The identity of Australia's northern-most giant pill-millipedes (Diplopoda, Sphaerotheriida)

Zoologisches Forschungsmuseum Alexander Koenig, Leibniz Institute for Animal Biodiversity, Center for Taxonomy and Evolutionary Research (Section Myriapoda), Adenauerallee 160, 53113 Bonn, Germany.
Torres Strait Somerset Zephronia Cyliosoma taxonomic redescription

Abstract

The redescription of the lectotype of Zephronia larvalis Butler, 1878, from the Torres Strait islands between Australia and Papua-New Guinea, shows that it does not represent a member of the SE Asian Zephroniidae, but is a species of the Australian genus Cyliosoma of the Cyliosomatidae, C. larvalis new combination.

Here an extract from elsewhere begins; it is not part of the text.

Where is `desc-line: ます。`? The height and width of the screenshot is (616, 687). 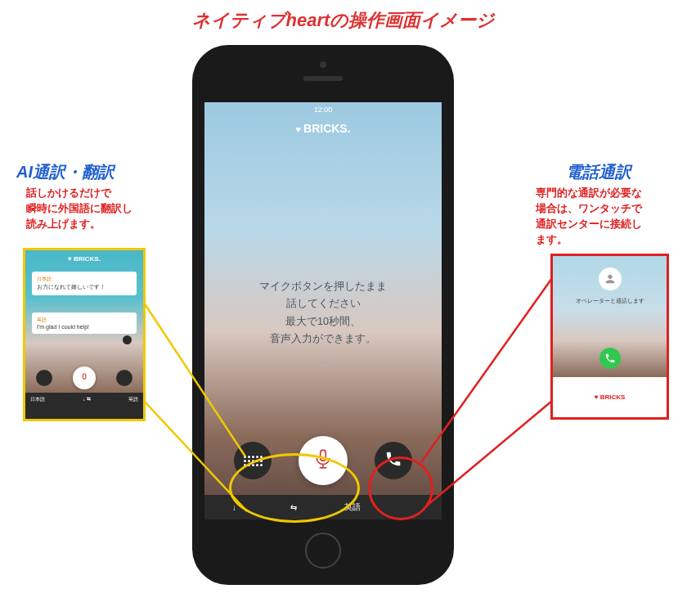
desc-line: ます。 is located at coordinates (551, 239).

The syntypes of Cyliosoma albertisii (Silvestri, 1895; Cyliosomatidae), Australia's northern-most Sphaerotheriida species described from Somerset (close to the Torres Strait islands), were restudied, and a lectotype was selected. C. albertisii is discovered to be a junior synonym of C. larvalis (Butler, 1878). C. larvalis, originally described as Zephronia larvalis, clearly belongs to the genus Cyliosoma, but displays some characters, such as a high number (25–30) of apical cones on the antennae, and the reduction of the spine-like projection of the stigmatic plates, that are unique in the genus and family. This synonymy confirms the Torres Strait giant pill-millipede fauna to be an Australian element, and not the first representative of a still undiscovered Papua-New Guinean fauna.